Consider posting in your native language. I don't know what "2nd integral" means. I don't know what "project a system" means. (FYI, in English: 1st, 2nd, 3rd, then 4th-9th (0th), only the right-most place is considered.)
Consider a PID with (P,I,D) values of (0,1,0). If that signal is fed into another PID (0,1,0) you will have what I guess you mean by "2nd Order". 2nd Order usually refers to derivatives,(differentials), not integrals. It is ambiguous whether "2nd Order" in an integral means (∫fdx)² or ∫(∫fdx)dy (or even ∫(∫fdx)dx ).
It should be clear that any number of (P,I,D) units can be set up in a circuit (parallel and/or series) to get any "order" you wish. It is NOT at all clear to me whether most of these circuits would be effective or efficient, but that obviously depends on the exact control environment.
SO, if I interpret your question correctly: output will be proportional to a linear combination of 5 variables:
P,I, D and I→I' and D→D' that is: aP+bI+cD+eD'+fI'. I see no problem creating such a controller (using the chain rule).
I forgot to note that I am familiar with second derivative (2nd order derivative) controllers, just not second Integral (but am not a control engineer, and am far far out of school).
Consider I=b∫xdt and G=z∫IdD -- note that G is an integral with respect to the signal D (the derivative of the input). This has what I would call "mixed" order. For a "second-line" controller, its input can be the "raw" signal or some combination of that with the output of one or more "first-line" controllers, this is what I mean by a circuit. There are a HUGE number of possibilities.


> [Problem requirements]: Search each line of the data for the word "branch"; copy every line where it is found.
*** Opening Material supplied ***
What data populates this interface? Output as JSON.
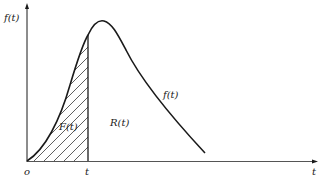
{
  "diagram": {
    "y_axis_label": "f(t)",
    "x_axis_label": "t",
    "origin_label": "o",
    "t_marker_label": "t",
    "curve_label": "f(t)",
    "shaded_region_label": "F(t)",
    "unshaded_region_label": "R(t)",
    "colors": {
      "ink": "#1a1a1a",
      "axis": "#555555"
    }
  }
}
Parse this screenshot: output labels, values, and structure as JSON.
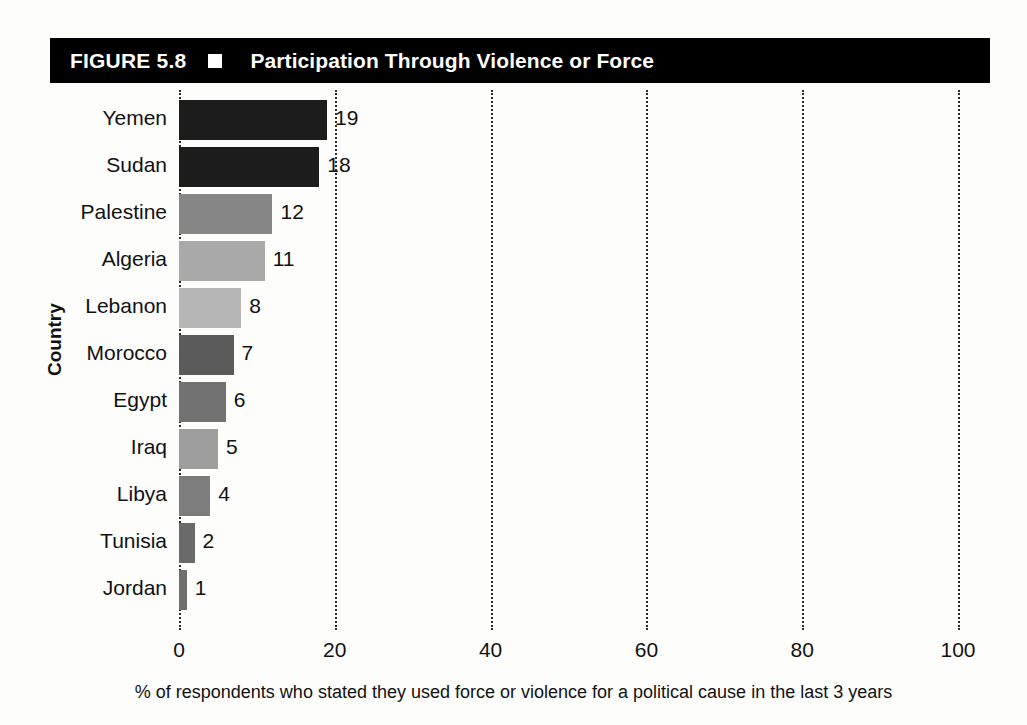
{
  "figure": {
    "number": "FIGURE 5.8",
    "marker": "white-square-bullet",
    "title": "Participation Through Violence or Force"
  },
  "chart_data": {
    "type": "bar",
    "orientation": "horizontal",
    "title": "Participation Through Violence or Force",
    "xlabel": "% of respondents who stated they used force or violence for a political cause in the last 3 years",
    "ylabel": "Country",
    "xlim": [
      0,
      100
    ],
    "xticks": [
      0,
      20,
      40,
      60,
      80,
      100
    ],
    "xtick_labels": [
      "0",
      "20",
      "40",
      "60",
      "80",
      "100"
    ],
    "grid": "vertical-dotted",
    "legend": "none",
    "categories": [
      "Yemen",
      "Sudan",
      "Palestine",
      "Algeria",
      "Lebanon",
      "Morocco",
      "Egypt",
      "Iraq",
      "Libya",
      "Tunisia",
      "Jordan"
    ],
    "values": [
      19,
      18,
      12,
      11,
      8,
      7,
      6,
      5,
      4,
      2,
      1
    ],
    "value_labels": [
      "19",
      "18",
      "12",
      "11",
      "8",
      "7",
      "6",
      "5",
      "4",
      "2",
      "1"
    ],
    "bar_colors": [
      "#1c1c1c",
      "#1c1c1c",
      "#868686",
      "#a9a9a9",
      "#b6b6b6",
      "#5a5a5a",
      "#727272",
      "#9e9e9e",
      "#7d7d7d",
      "#6a6a6a",
      "#6f6f6f"
    ]
  },
  "caption": "% of respondents who stated they used force or violence for a political cause in the last 3 years"
}
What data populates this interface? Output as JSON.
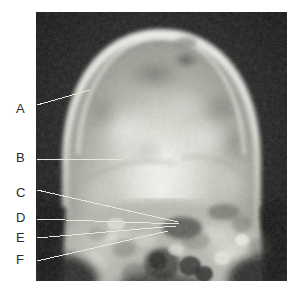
{
  "figure": {
    "type": "radiograph",
    "view": "anteroposterior-skull",
    "caption": "",
    "canvas": {
      "width": 297,
      "height": 291,
      "background": "#ffffff"
    },
    "plate": {
      "x": 36,
      "y": 12,
      "width": 251,
      "height": 269,
      "background": "#0a0a0a"
    }
  },
  "labels": [
    {
      "key": "A",
      "text": "A",
      "x": 16,
      "y": 102,
      "leader": {
        "x1": 37,
        "y1": 105,
        "x2": 90,
        "y2": 90
      }
    },
    {
      "key": "B",
      "text": "B",
      "x": 16,
      "y": 151,
      "leader": {
        "x1": 37,
        "y1": 159,
        "x2": 122,
        "y2": 159
      }
    },
    {
      "key": "C",
      "text": "C",
      "x": 16,
      "y": 186,
      "leader": {
        "x1": 37,
        "y1": 190,
        "x2": 178,
        "y2": 222
      }
    },
    {
      "key": "D",
      "text": "D",
      "x": 16,
      "y": 211,
      "leader": {
        "x1": 37,
        "y1": 219,
        "x2": 179,
        "y2": 224
      }
    },
    {
      "key": "E",
      "text": "E",
      "x": 16,
      "y": 231,
      "leader": {
        "x1": 37,
        "y1": 238,
        "x2": 176,
        "y2": 226
      }
    },
    {
      "key": "F",
      "text": "F",
      "x": 16,
      "y": 253,
      "leader": {
        "x1": 37,
        "y1": 261,
        "x2": 168,
        "y2": 231
      }
    }
  ],
  "style": {
    "label_color": "#2b2b2b",
    "leader_color": "#e8e8e0",
    "leader_width": 1
  }
}
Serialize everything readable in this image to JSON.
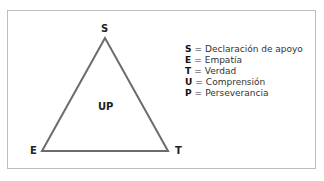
{
  "diagram": {
    "center_label": "UP",
    "vertices": {
      "top": "S",
      "bottom_left": "E",
      "bottom_right": "T"
    },
    "legend": [
      {
        "key": "S",
        "eq": "=",
        "text": "Declaración de apoyo"
      },
      {
        "key": "E",
        "eq": "=",
        "text": "Empatía"
      },
      {
        "key": "T",
        "eq": "=",
        "text": "Verdad"
      },
      {
        "key": "U",
        "eq": "=",
        "text": "Comprensión"
      },
      {
        "key": "P",
        "eq": "=",
        "text": "Perseverancia"
      }
    ],
    "colors": {
      "triangle_stroke": "#6b6b6b",
      "frame_border": "#bdbdbd"
    }
  }
}
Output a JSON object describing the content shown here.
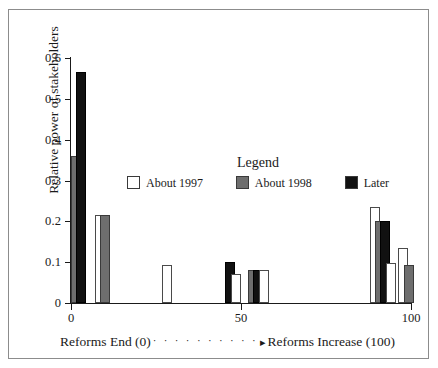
{
  "chart_data": {
    "type": "bar",
    "title": "",
    "xlabel": "Reforms End (0)  ···········▸ Reforms Increase (100)",
    "xlabel_left": "Reforms End (0)",
    "xlabel_dots": "· · · · · · · · · ·",
    "xlabel_arrow": "▸",
    "xlabel_right": "Reforms Increase (100)",
    "ylabel": "Relative power of stakeholders",
    "xlim": [
      0,
      100
    ],
    "ylim": [
      0,
      0.6
    ],
    "grid": false,
    "xticks": [
      0,
      50,
      100
    ],
    "xtick_labels": [
      "0",
      "50",
      "100"
    ],
    "yticks": [
      0,
      0.1,
      0.2,
      0.3,
      0.4,
      0.5,
      0.6
    ],
    "ytick_labels": [
      "0",
      "0.1",
      "0.2",
      "0.3",
      "0.4",
      "0.5",
      "0.6"
    ],
    "legend": {
      "title": "Legend",
      "position": "inside-center",
      "entries": [
        {
          "name": "About 1997",
          "color": "#ffffff",
          "style": "white"
        },
        {
          "name": "About 1998",
          "color": "#6e6e6e",
          "style": "gray"
        },
        {
          "name": "Later",
          "color": "#111111",
          "style": "black"
        }
      ]
    },
    "bars": [
      {
        "label": "About 1998",
        "style": "gray",
        "x": 0.0,
        "value": 0.36
      },
      {
        "label": "Later",
        "style": "black",
        "x": 1.6,
        "value": 0.565
      },
      {
        "label": "About 1997",
        "style": "white",
        "x": 7.0,
        "value": 0.215
      },
      {
        "label": "About 1998",
        "style": "gray",
        "x": 8.6,
        "value": 0.215
      },
      {
        "label": "About 1997",
        "style": "white",
        "x": 26.8,
        "value": 0.093
      },
      {
        "label": "Later",
        "style": "black",
        "x": 45.4,
        "value": 0.101
      },
      {
        "label": "About 1997",
        "style": "white",
        "x": 47.0,
        "value": 0.07
      },
      {
        "label": "About 1998",
        "style": "gray",
        "x": 52.0,
        "value": 0.082
      },
      {
        "label": "Later",
        "style": "black",
        "x": 53.6,
        "value": 0.082
      },
      {
        "label": "About 1997",
        "style": "white",
        "x": 55.2,
        "value": 0.082
      },
      {
        "label": "About 1997",
        "style": "white",
        "x": 87.8,
        "value": 0.234
      },
      {
        "label": "About 1998",
        "style": "gray",
        "x": 89.4,
        "value": 0.201
      },
      {
        "label": "Later",
        "style": "black",
        "x": 91.0,
        "value": 0.201
      },
      {
        "label": "About 1997",
        "style": "white",
        "x": 92.6,
        "value": 0.098
      },
      {
        "label": "About 1997",
        "style": "white",
        "x": 96.2,
        "value": 0.135
      },
      {
        "label": "About 1998",
        "style": "gray",
        "x": 97.8,
        "value": 0.093
      }
    ],
    "bar_pixel_width": 10
  }
}
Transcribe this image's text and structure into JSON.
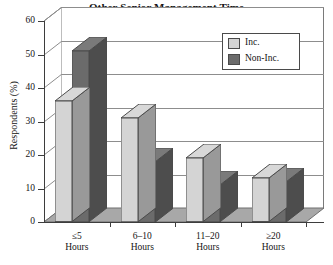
{
  "chart_data": {
    "type": "bar",
    "title": "Other Senior Management Time",
    "xlabel": "",
    "ylabel": "Respondents (%)",
    "categories": [
      "≤5\nHours",
      "6–10\nHours",
      "11–20\nHours",
      "≥20\nHours"
    ],
    "category_lines": [
      [
        "≤5",
        "Hours"
      ],
      [
        "6–10",
        "Hours"
      ],
      [
        "11–20",
        "Hours"
      ],
      [
        "≥20",
        "Hours"
      ]
    ],
    "series": [
      {
        "name": "Inc.",
        "color": "#d4d4d4",
        "values": [
          36,
          31,
          19,
          13
        ]
      },
      {
        "name": "Non-Inc.",
        "color": "#6b6b6b",
        "values": [
          51,
          18,
          11,
          12
        ]
      }
    ],
    "ylim": [
      0,
      60
    ],
    "yticks": [
      0,
      10,
      20,
      30,
      40,
      50,
      60
    ],
    "ytick_labels": [
      "0",
      "10",
      "20",
      "30",
      "40",
      "50",
      "60"
    ],
    "grid": true,
    "legend_position": "top-right",
    "projection": "3d"
  },
  "legend": {
    "items": [
      {
        "label": "Inc.",
        "color": "#d4d4d4"
      },
      {
        "label": "Non-Inc.",
        "color": "#6b6b6b"
      }
    ]
  },
  "colors": {
    "series_inc": "#d4d4d4",
    "series_non_inc": "#6b6b6b",
    "floor": "#a8a8a8",
    "wall": "#ffffff",
    "axis": "#3d3d3d",
    "grid": "#8d8d8d",
    "text": "#141414"
  }
}
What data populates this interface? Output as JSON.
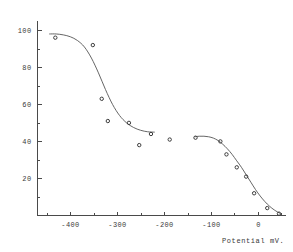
{
  "chart_data": {
    "type": "scatter",
    "title": "",
    "subtitle": "",
    "xlabel": "Potential mV.",
    "ylabel": "",
    "xlim": [
      -470,
      60
    ],
    "ylim": [
      0,
      105
    ],
    "xticks": [
      -400,
      -300,
      -200,
      -100,
      0
    ],
    "xtick_labels": [
      "-400",
      "-300",
      "-200",
      "-100",
      "0"
    ],
    "yticks": [
      20,
      40,
      60,
      80,
      100
    ],
    "ytick_labels": [
      "20",
      "40",
      "60",
      "80",
      "100"
    ],
    "minor_xticks": [
      -450,
      -350,
      -250,
      -150,
      -50,
      50
    ],
    "minor_yticks": [
      10,
      30,
      50,
      70,
      90
    ],
    "grid": false,
    "legend": false,
    "legend_position": "none",
    "marker": "open-circle",
    "points": [
      {
        "x": -432,
        "y": 96
      },
      {
        "x": -352,
        "y": 92
      },
      {
        "x": -333,
        "y": 63
      },
      {
        "x": -320,
        "y": 51
      },
      {
        "x": -275,
        "y": 50
      },
      {
        "x": -253,
        "y": 38
      },
      {
        "x": -228,
        "y": 44
      },
      {
        "x": -188,
        "y": 41
      },
      {
        "x": -133,
        "y": 42
      },
      {
        "x": -80,
        "y": 40
      },
      {
        "x": -67,
        "y": 33
      },
      {
        "x": -45,
        "y": 26
      },
      {
        "x": -25,
        "y": 21
      },
      {
        "x": -8,
        "y": 12
      },
      {
        "x": 20,
        "y": 4
      },
      {
        "x": 45,
        "y": 1
      }
    ],
    "series": [
      {
        "name": "fitted-curve-left",
        "comment": "upper sigmoid branch from -445 to -215",
        "x": [
          -445,
          -430,
          -415,
          -400,
          -385,
          -370,
          -355,
          -340,
          -325,
          -310,
          -295,
          -280,
          -265,
          -250,
          -235,
          -220
        ],
        "y": [
          98,
          98,
          97.5,
          96.5,
          94.5,
          91,
          85,
          77,
          68,
          60,
          54,
          50,
          47.5,
          46,
          45.2,
          45
        ]
      },
      {
        "name": "fitted-curve-right",
        "comment": "lower sigmoid branch from -135 to 48",
        "x": [
          -135,
          -125,
          -115,
          -105,
          -95,
          -85,
          -75,
          -65,
          -55,
          -45,
          -35,
          -25,
          -15,
          -5,
          5,
          15,
          25,
          35,
          48
        ],
        "y": [
          42.5,
          42.8,
          42.8,
          42.5,
          41.8,
          40.5,
          38.5,
          36,
          33,
          29.5,
          26,
          22,
          18,
          14,
          10.5,
          7.5,
          5,
          3,
          1
        ]
      }
    ]
  },
  "figure": {
    "axis_color": "#4a4a4a",
    "marker_color": "#3d3d3d",
    "curve_color": "#555555",
    "text_color": "#3a3a3a",
    "background": "#ffffff"
  }
}
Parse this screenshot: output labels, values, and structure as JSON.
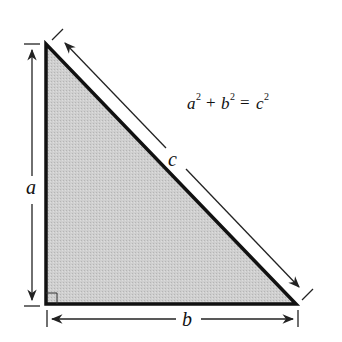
{
  "diagram": {
    "equation": {
      "a": "a",
      "b": "b",
      "c": "c",
      "exp": "2",
      "plus": "+",
      "equals": "="
    },
    "labels": {
      "side_a": "a",
      "side_b": "b",
      "side_c": "c"
    },
    "colors": {
      "fill": "#c8c8c8",
      "stroke": "#111111",
      "dim": "#222222"
    }
  }
}
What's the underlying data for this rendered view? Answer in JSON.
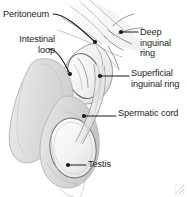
{
  "figure": {
    "type": "medical-line-drawing",
    "width": 187,
    "height": 197,
    "background_color": "#ffffff",
    "ink_color": "#231f20",
    "shading_color": "#d9d9d9"
  },
  "labels": {
    "peritoneum": "Peritoneum",
    "intestinal_loop_line1": "Intestinal",
    "intestinal_loop_line2": "loop",
    "deep_inguinal_ring_line1": "Deep",
    "deep_inguinal_ring_line2": "inguinal",
    "deep_inguinal_ring_line3": "ring",
    "superficial_inguinal_ring_line1": "Superficial",
    "superficial_inguinal_ring_line2": "inguinal ring",
    "spermatic_cord": "Spermatic cord",
    "testis": "Testis"
  },
  "leader_lines": [
    {
      "name": "peritoneum",
      "from": [
        53,
        15
      ],
      "to": [
        96,
        43
      ],
      "dot": [
        96,
        43
      ]
    },
    {
      "name": "intestinal-loop",
      "from": [
        48,
        50
      ],
      "to": [
        71,
        75
      ],
      "dot": [
        71,
        75
      ]
    },
    {
      "name": "deep-inguinal-ring",
      "from": [
        137,
        32
      ],
      "to": [
        121,
        32
      ],
      "dot": [
        121,
        32
      ]
    },
    {
      "name": "superficial-inguinal-ring",
      "from": [
        128,
        76
      ],
      "to": [
        100,
        76
      ],
      "dot": [
        100,
        76
      ]
    },
    {
      "name": "spermatic-cord",
      "from": [
        115,
        116
      ],
      "to": [
        84,
        116
      ],
      "dot": [
        84,
        116
      ]
    },
    {
      "name": "testis",
      "from": [
        85,
        165
      ],
      "to": [
        68,
        165
      ],
      "dot": [
        68,
        165
      ]
    }
  ],
  "resize_handle": {
    "icon": "resize-grip-icon",
    "position": "bottom-right"
  }
}
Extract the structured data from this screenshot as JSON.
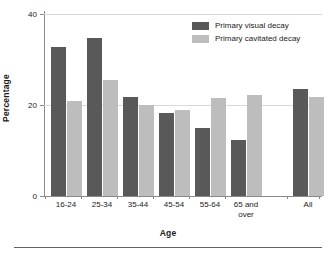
{
  "chart_data": {
    "type": "bar",
    "title": "",
    "xlabel": "Age",
    "ylabel": "Percentage",
    "ylim": [
      0,
      40
    ],
    "yticks": [
      0,
      20,
      40
    ],
    "ytick_labels": [
      "0",
      "20",
      "40"
    ],
    "grid": "horizontal-faint",
    "legend_position": "top-right",
    "categories": [
      "16-24",
      "25-34",
      "35-44",
      "45-54",
      "55-64",
      "65 and\nover",
      "All"
    ],
    "category_labels": [
      "16-24",
      "25-34",
      "35-44",
      "45-54",
      "55-64",
      "65 and over",
      "All"
    ],
    "series": [
      {
        "name": "Primary visual decay",
        "color": "#595959",
        "values": [
          32.7,
          34.7,
          21.8,
          18.2,
          14.9,
          12.3,
          23.5
        ]
      },
      {
        "name": "Primary cavitated decay",
        "color": "#bdbdbd",
        "values": [
          20.9,
          25.5,
          20.0,
          18.9,
          21.5,
          22.2,
          21.8
        ]
      }
    ]
  },
  "axes": {
    "y_title": "Percentage",
    "x_title": "Age",
    "y_tick_0": "0",
    "y_tick_1": "20",
    "y_tick_2": "40"
  },
  "legend": {
    "items": [
      {
        "label": "Primary visual decay",
        "color": "#595959"
      },
      {
        "label": "Primary cavitated decay",
        "color": "#bdbdbd"
      }
    ]
  },
  "categories": [
    {
      "line1": "16-24",
      "line2": ""
    },
    {
      "line1": "25-34",
      "line2": ""
    },
    {
      "line1": "35-44",
      "line2": ""
    },
    {
      "line1": "45-54",
      "line2": ""
    },
    {
      "line1": "55-64",
      "line2": ""
    },
    {
      "line1": "65 and",
      "line2": "over"
    },
    {
      "line1": "All",
      "line2": ""
    }
  ],
  "colors": {
    "visual": "#595959",
    "cavitated": "#bdbdbd",
    "axis": "#8a8a8a",
    "grid": "#d9d9d9",
    "rule": "#5a6470"
  }
}
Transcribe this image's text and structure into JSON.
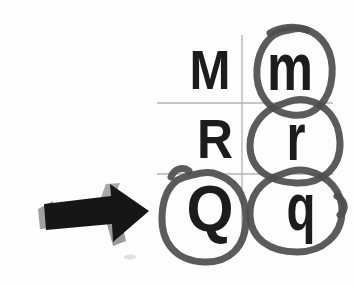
{
  "canvas": {
    "width": 355,
    "height": 285,
    "background": "#fdfdfd"
  },
  "colors": {
    "letter": "#1c1c1c",
    "grid_line": "#b3b3b3",
    "circle_mark": "#4d4d4d",
    "arrow_body": "#161616",
    "arrow_accent": "#a0a0a0"
  },
  "letter_grid": {
    "columns": [
      "uppercase",
      "lowercase"
    ],
    "rows": [
      {
        "uppercase": "M",
        "lowercase": "m",
        "uppercase_circled": false,
        "lowercase_circled": true
      },
      {
        "uppercase": "R",
        "lowercase": "r",
        "uppercase_circled": false,
        "lowercase_circled": true
      },
      {
        "uppercase": "Q",
        "lowercase": "q",
        "uppercase_circled": true,
        "lowercase_circled": true
      }
    ]
  },
  "annotations": {
    "circled_letters": [
      "m",
      "r",
      "Q",
      "q"
    ],
    "arrow_icon": "right-arrow-icon",
    "arrow_direction": "right"
  }
}
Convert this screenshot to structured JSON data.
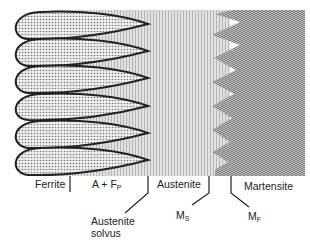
{
  "diagram": {
    "regions": [
      {
        "id": "ferrite",
        "label": "Ferrite"
      },
      {
        "id": "a_plus_fp",
        "label": "A + F",
        "subscript": "P"
      },
      {
        "id": "austenite",
        "label": "Austenite"
      },
      {
        "id": "martensite",
        "label": "Martensite"
      }
    ],
    "boundaries": [
      {
        "id": "austenite_solvus",
        "line1": "Austenite",
        "line2": "solvus"
      },
      {
        "id": "ms",
        "label": "M",
        "subscript": "S"
      },
      {
        "id": "mf",
        "label": "M",
        "subscript": "F"
      }
    ],
    "grain_count": 6,
    "colors": {
      "outline": "#222222",
      "ferrite_fill": "#d8d8d8",
      "austenite_fill": "#cfcfcf",
      "martensite_fill": "#9a9a9a"
    }
  }
}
*** Closing Material supplied ***
> [Output]:
        "comment": "upper sigmoid branch from -445 to -215",
        "comment": "lower sigmoid branch from -135 to 48",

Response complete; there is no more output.